OSU study: Birds warned of food shortages by nearby birds change physiology, behavior to prepare
CORVALLIS, Ore. (KTVZ) – Songbirds learning from nearby birds that food supplies might be growing short respond by changing their physiology, as well as their behavior, research by the Oregon State University College of Science shows.
After receiving social information from food-restricted neighbors for three days, the red crossbills in the study raised their pace of consumption, increased their gut mass and maintained the size of the muscle responsible for flight when their own eating opportunities were subsequently limited to two short feeding periods per day.
Findings of the study by OSU’s Jamie Cornelius, published in the journal Proceedings of the Royal Society B, suggest that birds can use social information about food shortages to effect an adaptive advantage for survival.
“This is an entirely new form of physiological plasticity in birds and builds on prior work showing that social cues during stress can actually change how the brain processes stressors,” said Cornelius, assistant professor of integrative biology.
Cornelius, an ecophysiologist, looks at the mechanisms that wild animals, particularly songbirds, use as they cope with unpredictable and extreme events in their environment, including fluctuations in food availability. Her research combines natural history, endocrinology and biotelemetry to probe for a better understanding of what limits an animal’s fitness under difficult conditions.
“Animals have all kinds of strategies for dealing with challenging environments, ranging from seasonal avoidance strategies like hibernation or migration to behaviors like caching or altered foraging activity,” she said. “Physiological adjustments in metabolic rate, digestive capacity and energy reserves can sometimes accompany behavioral changes, but those things can take time to execute. That means unpredictable environmental conditions are particularly challenging for many animals.”
Cornelius showed in earlier research that a red crossbill with a food-restricted neighbor will secrete higher than usual levels of the stress hormone corticosterone during its own food-stress periods and also undergo brain activity changes that prepare the bird to respond more strongly to the challenge.
The red crossbill, known scientifically as Loxia curvirostra, is a nomadic species that migrates based on food availability and incorporates other birds’ calls or behavior into its decision-making on how to respond to food deprivation.
Found throughout Europe and North America, the crossbill is a member of the finch family. It is known, as its name suggests, for upper and lower beak tips that cross, a feature that helps it pull seeds from conifer cones and other fruits.
“Crossbills are an interesting study system because of their dependence on conifer seeds,” Cornelius said. “Conifer seed crops are somewhat unpredictable both in where seed crops develop each year and in how long a seed crop might support birds. We use crossbills as a study system to try to understand what strategies birds might have available when food suddenly declines because crossbills may have to cope with this more often than other species.”
In this research, which involved crossbills in captivity, some of the birds received three days of social information from food-deprived birds prior to their own food limitations; other birds received three days of social information from food-deprived birds at the same time as their own food deprivation.
Cornelius refers to the former collection of birds as the social predictive focal group and the latter as the social parallel focal group.
“The birds did better at maintaining body mass during food restriction if the social information was predictive of the decline in food resources,” she said. “Social information is important to animals in many different contexts, and this study demonstrates a novel benefit: Advance warning about declining food can lead to better outcomes during times of scarcity.”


If an entry holds a picture, drop the picture but restate the entry word for word.
-- Extracted entries follows --
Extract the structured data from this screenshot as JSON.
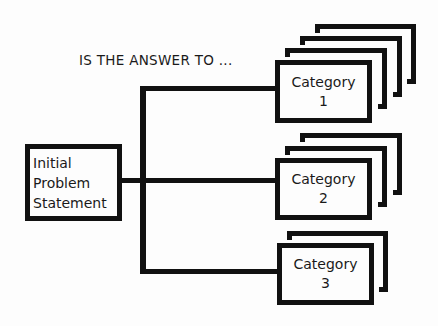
{
  "diagram": {
    "heading": "IS THE ANSWER TO ...",
    "root": {
      "line1": "Initial",
      "line2": "Problem",
      "line3": "Statement"
    },
    "categories": [
      {
        "label": "Category",
        "number": "1",
        "stack_layers": 3
      },
      {
        "label": "Category",
        "number": "2",
        "stack_layers": 2
      },
      {
        "label": "Category",
        "number": "3",
        "stack_layers": 1
      }
    ]
  },
  "colors": {
    "stroke": "#111111",
    "background": "#fdfdfd"
  }
}
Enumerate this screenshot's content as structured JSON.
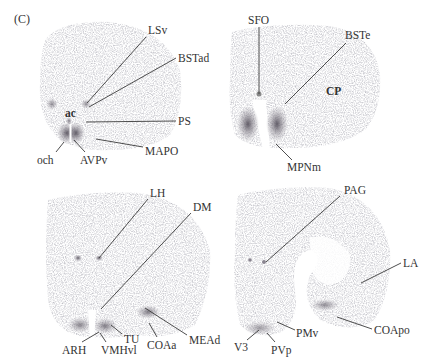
{
  "figure": {
    "panel_label": "(C)",
    "sections": [
      {
        "id": "top-left",
        "labels": [
          {
            "text": "LSv",
            "x": 148,
            "y": 24,
            "bold": false,
            "line": [
              [
                146,
                37
              ],
              [
                87,
                103
              ]
            ]
          },
          {
            "text": "BSTad",
            "x": 178,
            "y": 52,
            "bold": false,
            "line": [
              [
                176,
                58
              ],
              [
                89,
                107
              ]
            ]
          },
          {
            "text": "ac",
            "x": 65,
            "y": 107,
            "bold": true,
            "line": null
          },
          {
            "text": "PS",
            "x": 178,
            "y": 115,
            "bold": false,
            "line": [
              [
                176,
                121
              ],
              [
                86,
                122
              ]
            ]
          },
          {
            "text": "MAPO",
            "x": 145,
            "y": 145,
            "bold": false,
            "line": [
              [
                143,
                147
              ],
              [
                96,
                139
              ]
            ]
          },
          {
            "text": "och",
            "x": 37,
            "y": 154,
            "bold": false,
            "line": [
              [
                56,
                152
              ],
              [
                64,
                142
              ]
            ]
          },
          {
            "text": "AVPv",
            "x": 80,
            "y": 154,
            "bold": false,
            "line": [
              [
                85,
                152
              ],
              [
                74,
                140
              ]
            ]
          }
        ]
      },
      {
        "id": "top-right",
        "labels": [
          {
            "text": "SFO",
            "x": 248,
            "y": 14,
            "bold": false,
            "line": [
              [
                259,
                27
              ],
              [
                259,
                94
              ]
            ]
          },
          {
            "text": "BSTe",
            "x": 345,
            "y": 29,
            "bold": false,
            "line": [
              [
                346,
                43
              ],
              [
                285,
                104
              ]
            ]
          },
          {
            "text": "CP",
            "x": 326,
            "y": 85,
            "bold": true,
            "line": null
          },
          {
            "text": "MPNm",
            "x": 287,
            "y": 161,
            "bold": false,
            "line": [
              [
                292,
                160
              ],
              [
                276,
                144
              ]
            ]
          }
        ]
      },
      {
        "id": "bottom-left",
        "labels": [
          {
            "text": "LH",
            "x": 150,
            "y": 187,
            "bold": false,
            "line": [
              [
                148,
                199
              ],
              [
                99,
                258
              ]
            ]
          },
          {
            "text": "DM",
            "x": 193,
            "y": 201,
            "bold": false,
            "line": [
              [
                191,
                213
              ],
              [
                101,
                309
              ]
            ]
          },
          {
            "text": "MEAd",
            "x": 189,
            "y": 334,
            "bold": false,
            "line": [
              [
                187,
                335
              ],
              [
                145,
                308
              ]
            ]
          },
          {
            "text": "TU",
            "x": 124,
            "y": 333,
            "bold": false,
            "line": [
              [
                122,
                334
              ],
              [
                111,
                325
              ]
            ]
          },
          {
            "text": "COAa",
            "x": 147,
            "y": 339,
            "bold": false,
            "line": [
              [
                157,
                337
              ],
              [
                149,
                323
              ]
            ]
          },
          {
            "text": "ARH",
            "x": 62,
            "y": 344,
            "bold": false,
            "line": [
              [
                82,
                342
              ],
              [
                99,
                332
              ]
            ]
          },
          {
            "text": "VMHvl",
            "x": 101,
            "y": 344,
            "bold": false,
            "line": [
              [
                106,
                342
              ],
              [
                100,
                333
              ]
            ]
          }
        ]
      },
      {
        "id": "bottom-right",
        "labels": [
          {
            "text": "PAG",
            "x": 344,
            "y": 184,
            "bold": false,
            "line": [
              [
                340,
                196
              ],
              [
                266,
                262
              ]
            ]
          },
          {
            "text": "LA",
            "x": 403,
            "y": 257,
            "bold": false,
            "line": [
              [
                401,
                263
              ],
              [
                361,
                283
              ]
            ]
          },
          {
            "text": "PMv",
            "x": 296,
            "y": 327,
            "bold": false,
            "line": [
              [
                295,
                330
              ],
              [
                277,
                322
              ]
            ]
          },
          {
            "text": "COApo",
            "x": 374,
            "y": 324,
            "bold": false,
            "line": [
              [
                372,
                329
              ],
              [
                337,
                317
              ]
            ]
          },
          {
            "text": "V3",
            "x": 234,
            "y": 341,
            "bold": false,
            "line": [
              [
                247,
                340
              ],
              [
                259,
                330
              ]
            ]
          },
          {
            "text": "PVp",
            "x": 271,
            "y": 344,
            "bold": false,
            "line": [
              [
                275,
                342
              ],
              [
                267,
                333
              ]
            ]
          }
        ]
      }
    ]
  }
}
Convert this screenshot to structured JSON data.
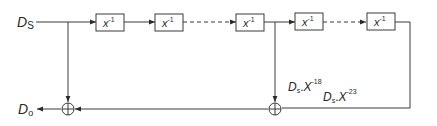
{
  "diagram": {
    "input_label": {
      "main": "D",
      "sub": "S"
    },
    "output_label": {
      "main": "D",
      "sub": "o"
    },
    "delay_blocks": [
      {
        "id": "delay-1",
        "base": "x",
        "exp": "-1"
      },
      {
        "id": "delay-2",
        "base": "x",
        "exp": "-1"
      },
      {
        "id": "delay-3",
        "base": "x",
        "exp": "-1"
      },
      {
        "id": "delay-4",
        "base": "x",
        "exp": "-1"
      },
      {
        "id": "delay-5",
        "base": "x",
        "exp": "-1"
      }
    ],
    "tap_labels": [
      {
        "main": "D",
        "sub": "s",
        "sep": ".",
        "base": "X",
        "exp": "-18"
      },
      {
        "main": "D",
        "sub": "s",
        "sep": ".",
        "base": "X",
        "exp": "-23"
      }
    ],
    "adders": [
      {
        "id": "adder-1",
        "symbol": "plus-circle"
      },
      {
        "id": "adder-2",
        "symbol": "plus-circle"
      }
    ],
    "colors": {
      "line": "#3a3a3a",
      "text": "#2a2a2a",
      "background": "#ffffff"
    }
  }
}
-- Extracted entries concluded --
Response to this task:
Extract the structured data from this screenshot as JSON.
{
  "diagram": {
    "heading": "IS THE ANSWER TO ...",
    "root": {
      "line1": "Initial",
      "line2": "Problem",
      "line3": "Statement"
    },
    "categories": [
      {
        "label": "Category",
        "number": "1",
        "stack_layers": 3
      },
      {
        "label": "Category",
        "number": "2",
        "stack_layers": 2
      },
      {
        "label": "Category",
        "number": "3",
        "stack_layers": 1
      }
    ]
  },
  "colors": {
    "stroke": "#111111",
    "background": "#fdfdfd"
  }
}
Enumerate this screenshot's content as structured JSON.
{
  "figure": {
    "panel_label": "(C)",
    "sections": [
      {
        "id": "top-left",
        "labels": [
          {
            "text": "LSv",
            "x": 148,
            "y": 24,
            "bold": false,
            "line": [
              [
                146,
                37
              ],
              [
                87,
                103
              ]
            ]
          },
          {
            "text": "BSTad",
            "x": 178,
            "y": 52,
            "bold": false,
            "line": [
              [
                176,
                58
              ],
              [
                89,
                107
              ]
            ]
          },
          {
            "text": "ac",
            "x": 65,
            "y": 107,
            "bold": true,
            "line": null
          },
          {
            "text": "PS",
            "x": 178,
            "y": 115,
            "bold": false,
            "line": [
              [
                176,
                121
              ],
              [
                86,
                122
              ]
            ]
          },
          {
            "text": "MAPO",
            "x": 145,
            "y": 145,
            "bold": false,
            "line": [
              [
                143,
                147
              ],
              [
                96,
                139
              ]
            ]
          },
          {
            "text": "och",
            "x": 37,
            "y": 154,
            "bold": false,
            "line": [
              [
                56,
                152
              ],
              [
                64,
                142
              ]
            ]
          },
          {
            "text": "AVPv",
            "x": 80,
            "y": 154,
            "bold": false,
            "line": [
              [
                85,
                152
              ],
              [
                74,
                140
              ]
            ]
          }
        ]
      },
      {
        "id": "top-right",
        "labels": [
          {
            "text": "SFO",
            "x": 248,
            "y": 14,
            "bold": false,
            "line": [
              [
                259,
                27
              ],
              [
                259,
                94
              ]
            ]
          },
          {
            "text": "BSTe",
            "x": 345,
            "y": 29,
            "bold": false,
            "line": [
              [
                346,
                43
              ],
              [
                285,
                104
              ]
            ]
          },
          {
            "text": "CP",
            "x": 326,
            "y": 85,
            "bold": true,
            "line": null
          },
          {
            "text": "MPNm",
            "x": 287,
            "y": 161,
            "bold": false,
            "line": [
              [
                292,
                160
              ],
              [
                276,
                144
              ]
            ]
          }
        ]
      },
      {
        "id": "bottom-left",
        "labels": [
          {
            "text": "LH",
            "x": 150,
            "y": 187,
            "bold": false,
            "line": [
              [
                148,
                199
              ],
              [
                99,
                258
              ]
            ]
          },
          {
            "text": "DM",
            "x": 193,
            "y": 201,
            "bold": false,
            "line": [
              [
                191,
                213
              ],
              [
                101,
                309
              ]
            ]
          },
          {
            "text": "MEAd",
            "x": 189,
            "y": 334,
            "bold": false,
            "line": [
              [
                187,
                335
              ],
              [
                145,
                308
              ]
            ]
          },
          {
            "text": "TU",
            "x": 124,
            "y": 333,
            "bold": false,
            "line": [
              [
                122,
                334
              ],
              [
                111,
                325
              ]
            ]
          },
          {
            "text": "COAa",
            "x": 147,
            "y": 339,
            "bold": false,
            "line": [
              [
                157,
                337
              ],
              [
                149,
                323
              ]
            ]
          },
          {
            "text": "ARH",
            "x": 62,
            "y": 344,
            "bold": false,
            "line": [
              [
                82,
                342
              ],
              [
                99,
                332
              ]
            ]
          },
          {
            "text": "VMHvl",
            "x": 101,
            "y": 344,
            "bold": false,
            "line": [
              [
                106,
                342
              ],
              [
                100,
                333
              ]
            ]
          }
        ]
      },
      {
        "id": "bottom-right",
        "labels": [
          {
            "text": "PAG",
            "x": 344,
            "y": 184,
            "bold": false,
            "line": [
              [
                340,
                196
              ],
              [
                266,
                262
              ]
            ]
          },
          {
            "text": "LA",
            "x": 403,
            "y": 257,
            "bold": false,
            "line": [
              [
                401,
                263
              ],
              [
                361,
                283
              ]
            ]
          },
          {
            "text": "PMv",
            "x": 296,
            "y": 327,
            "bold": false,
            "line": [
              [
                295,
                330
              ],
              [
                277,
                322
              ]
            ]
          },
          {
            "text": "COApo",
            "x": 374,
            "y": 324,
            "bold": false,
            "line": [
              [
                372,
                329
              ],
              [
                337,
                317
              ]
            ]
          },
          {
            "text": "V3",
            "x": 234,
            "y": 341,
            "bold": false,
            "line": [
              [
                247,
                340
              ],
              [
                259,
                330
              ]
            ]
          },
          {
            "text": "PVp",
            "x": 271,
            "y": 344,
            "bold": false,
            "line": [
              [
                275,
                342
              ],
              [
                267,
                333
              ]
            ]
          }
        ]
      }
    ]
  }
}
Convert this screenshot to structured JSON data.
{
  "diagram": {
    "input_label": {
      "main": "D",
      "sub": "S"
    },
    "output_label": {
      "main": "D",
      "sub": "o"
    },
    "delay_blocks": [
      {
        "id": "delay-1",
        "base": "x",
        "exp": "-1"
      },
      {
        "id": "delay-2",
        "base": "x",
        "exp": "-1"
      },
      {
        "id": "delay-3",
        "base": "x",
        "exp": "-1"
      },
      {
        "id": "delay-4",
        "base": "x",
        "exp": "-1"
      },
      {
        "id": "delay-5",
        "base": "x",
        "exp": "-1"
      }
    ],
    "tap_labels": [
      {
        "main": "D",
        "sub": "s",
        "sep": ".",
        "base": "X",
        "exp": "-18"
      },
      {
        "main": "D",
        "sub": "s",
        "sep": ".",
        "base": "X",
        "exp": "-23"
      }
    ],
    "adders": [
      {
        "id": "adder-1",
        "symbol": "plus-circle"
      },
      {
        "id": "adder-2",
        "symbol": "plus-circle"
      }
    ],
    "colors": {
      "line": "#3a3a3a",
      "text": "#2a2a2a",
      "background": "#ffffff"
    }
  }
}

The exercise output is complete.